US District Judge Angel Kelley in Boston granted an emergency request by several South Sudanese nationals and an immigrant rights group to prevent the temporary protected status they had been granted from expiring as planned after January 5.
The ruling is a temporary victory for immigrant advocates and a setback for the Trump administration’s broader effort to curtail the humanitarian program. It is the latest in a series of legal challenges to the administration’s moves to end similar protections for nationals from several other countries, including Syria, Venezuela, Haiti and Nicaragua.
Kelley issued the order after four migrants from South Sudan along with African Communities Together, a non-profit group, sued. The lawsuit alleged that action by the US Department of Homeland Security was unlawful and would expose them to being deported to a country facing a series of humanitarian crises.
Kelley, who was appointed by Democratic former President Joe Biden, issued an administrative stay that temporarily blocks the policy pending further litigation.
She wrote that allowing it to take effect before the courts had time to consider the case’s merits “would result in an immediate impact on the South Sudanese nationals, stripping current beneficiaries of lawful status, which could imminently result in their deportation.”
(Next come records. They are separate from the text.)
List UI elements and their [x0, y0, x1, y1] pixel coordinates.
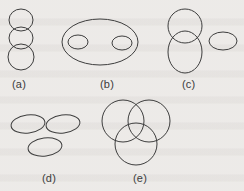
ellipse-a-bottom	[8, 44, 34, 70]
panel-label-c: (c)	[182, 78, 195, 90]
ellipse-d-top-right	[45, 113, 81, 135]
panel-a-shapes	[8, 9, 34, 70]
ellipse-a-top	[9, 9, 33, 31]
panel-c-shapes	[168, 9, 237, 73]
ellipse-d-bottom	[27, 136, 63, 158]
ellipse-c-bottom	[168, 31, 202, 73]
panel-label-d: (d)	[42, 172, 56, 184]
panel-label-e: (e)	[133, 172, 147, 184]
panel-e-shapes	[102, 100, 170, 165]
panel-d-shapes	[10, 113, 81, 158]
panel-b-shapes	[62, 19, 138, 65]
ellipse-d-top-left	[10, 113, 46, 135]
ellipse-c-separate	[209, 32, 237, 50]
panel-label-b: (b)	[100, 78, 114, 90]
ellipse-c-top	[168, 9, 202, 43]
set-diagram-figure: (a)(b)(c)(d)(e)	[0, 0, 244, 191]
shape-layer	[8, 9, 237, 165]
diagram-canvas	[0, 0, 244, 191]
ellipse-b-inner-left	[68, 35, 88, 49]
ellipse-a-middle	[9, 27, 33, 49]
circle-e-top-left	[102, 100, 144, 142]
panel-label-a: (a)	[12, 78, 26, 90]
ellipse-b-inner-right	[112, 36, 132, 50]
circle-e-bottom	[115, 123, 157, 165]
circle-e-top-right	[128, 100, 170, 142]
ellipse-b-outer	[62, 19, 138, 65]
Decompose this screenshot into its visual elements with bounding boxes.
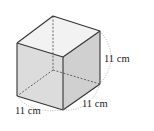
width-label: 11 cm (15, 106, 41, 117)
height-label: 11 cm (104, 54, 130, 65)
depth-label: 11 cm (82, 99, 108, 110)
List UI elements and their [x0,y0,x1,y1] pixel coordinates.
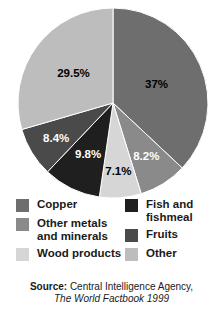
legend-item-label: Other metals and minerals [37,217,108,242]
legend-item[interactable]: Fish and fishmeal [125,198,221,223]
legend-item-label: Fish and fishmeal [146,198,193,223]
legend-swatch-icon [125,248,138,261]
pie-chart: 37%8.2%7.1%9.8%8.4%29.5% [0,0,223,200]
pie-slices-group [18,8,208,198]
legend-item-label: Wood products [37,247,121,260]
legend-item[interactable]: Other metals and minerals [16,217,126,242]
legend-swatch-icon [125,229,138,242]
legend-column-right: Fish and fishmealFruitsOther [125,198,221,266]
source-publication: The World Factbook 1999 [54,293,169,304]
legend-swatch-icon [16,248,29,261]
legend-item-label: Fruits [146,228,178,241]
legend-item[interactable]: Copper [16,198,126,212]
legend-item[interactable]: Wood products [16,247,126,261]
source-note: Source: Central Intelligence Agency, The… [0,281,223,305]
pie-chart-svg: 37%8.2%7.1%9.8%8.4%29.5% [0,0,223,200]
legend-item[interactable]: Other [125,247,221,261]
legend-swatch-icon [16,199,29,212]
legend-item-label: Other [146,247,177,260]
legend-swatch-icon [125,199,138,212]
legend-swatch-icon [16,218,29,231]
legend-item[interactable]: Fruits [125,228,221,242]
pie-chart-figure: 37%8.2%7.1%9.8%8.4%29.5% CopperOther met… [0,0,223,312]
legend-column-left: CopperOther metals and mineralsWood prod… [16,198,126,266]
source-agency: Central Intelligence Agency, [70,281,193,292]
legend-item-label: Copper [37,198,77,211]
source-label: Source: [30,281,67,292]
legend: CopperOther metals and mineralsWood prod… [0,198,223,278]
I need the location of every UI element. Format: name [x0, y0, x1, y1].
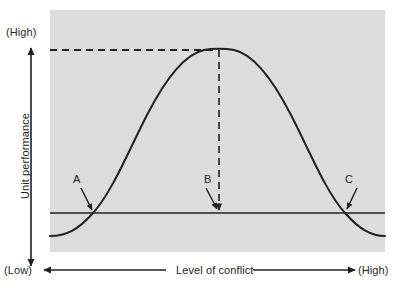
- conflict-performance-figure: (High) Unit performance (Low) Level of c…: [0, 0, 410, 299]
- y-axis-high-label: (High): [6, 26, 37, 38]
- x-axis-title: Level of conflict: [176, 264, 254, 276]
- point-b-label: B: [204, 173, 211, 185]
- figure-canvas: [0, 0, 410, 299]
- plot-area-background: [50, 10, 385, 252]
- x-axis-low-label: (Low): [4, 264, 32, 276]
- y-axis-title: Unit performance: [19, 101, 31, 211]
- point-a-label: A: [73, 173, 80, 185]
- x-axis-high-label: (High): [358, 264, 389, 276]
- point-c-label: C: [345, 173, 353, 185]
Homeland Security Department spokesperson Tricia McLaughlin said in a statement that the judge’s ruling ignored Trump’s constitutional and statutory authority and that the temporary protected status extended to South Sudanese nationals “was never intended to be a de facto asylum program.”
Conflict has ravaged South Sudan since it won independence from Sudan in 2011. Fighting has persisted in much of the country since a five-year civil war that killed an estimated 400,000 people ended in 2018. The US State Department advises citizens not to travel there.
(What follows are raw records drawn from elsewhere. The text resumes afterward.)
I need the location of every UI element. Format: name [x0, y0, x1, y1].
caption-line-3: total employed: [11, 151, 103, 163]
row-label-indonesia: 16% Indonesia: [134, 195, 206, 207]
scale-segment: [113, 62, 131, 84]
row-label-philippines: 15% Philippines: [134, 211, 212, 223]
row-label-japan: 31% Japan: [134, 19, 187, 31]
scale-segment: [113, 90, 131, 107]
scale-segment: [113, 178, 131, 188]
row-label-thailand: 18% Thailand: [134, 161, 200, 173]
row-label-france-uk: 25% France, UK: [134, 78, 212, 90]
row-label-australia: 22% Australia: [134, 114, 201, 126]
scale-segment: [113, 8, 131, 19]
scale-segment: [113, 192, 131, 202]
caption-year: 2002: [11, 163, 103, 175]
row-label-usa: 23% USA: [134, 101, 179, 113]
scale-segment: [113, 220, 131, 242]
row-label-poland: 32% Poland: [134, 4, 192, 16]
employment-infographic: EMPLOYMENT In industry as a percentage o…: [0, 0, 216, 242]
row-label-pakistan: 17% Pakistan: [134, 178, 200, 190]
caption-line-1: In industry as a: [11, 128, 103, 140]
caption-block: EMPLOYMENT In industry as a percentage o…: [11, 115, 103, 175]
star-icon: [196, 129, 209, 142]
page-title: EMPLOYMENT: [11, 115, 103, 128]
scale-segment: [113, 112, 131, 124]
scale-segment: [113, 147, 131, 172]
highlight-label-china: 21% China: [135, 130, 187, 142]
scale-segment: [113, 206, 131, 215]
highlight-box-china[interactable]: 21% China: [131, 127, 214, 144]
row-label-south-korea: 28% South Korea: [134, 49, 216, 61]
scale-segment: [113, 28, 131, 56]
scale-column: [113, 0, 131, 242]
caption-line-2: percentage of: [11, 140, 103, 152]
The United States began designating South Sudan for temporary protected status, or TPS, in 2011.
That status is available to people whose home countries have experienced natural disasters, armed conflicts or other extraordinary events. It provides eligible migrants with work authorization and temporary protection from deportation.
About 232 South Sudanese nationals have been beneficiaries of TPS and have found refuge in the United States, and another 73 have pending applications, according to the lawsuit.
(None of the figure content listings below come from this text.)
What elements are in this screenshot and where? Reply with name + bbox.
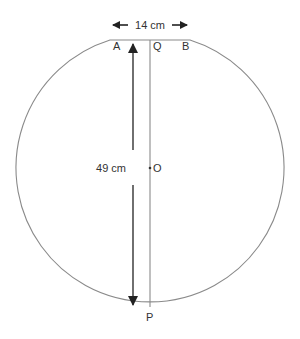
height-label: 49 cm xyxy=(96,162,126,174)
circle-diagram: 14 cm 49 cm A Q B O P xyxy=(0,0,300,339)
width-label: 14 cm xyxy=(135,19,165,31)
point-A: A xyxy=(113,40,121,52)
center-dot xyxy=(149,167,152,170)
point-P: P xyxy=(146,311,153,323)
point-O: O xyxy=(153,162,162,174)
point-B: B xyxy=(182,40,189,52)
point-Q: Q xyxy=(153,40,162,52)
Homeland Security Secretary Kristi Noem published a notice on November 5 terminating TPS for South Sudan, saying the country no longer met the conditions for the designation.
The lawsuit argues the agency’s action violated the statute governing the TPS program, ignored the dire humanitarian conditions that remain in South Sudan, and was motivated by discrimination against migrants who are not white in violation of the US Constitution’s Fifth Amendment.
“The singular aim of this mass deportation agenda is to remove as many Black and Brown immigrants from this country as quickly and as cruelly as possible,” Diana Konate, deputy executive director of policy and advocacy at African Communities Together, said in a statement.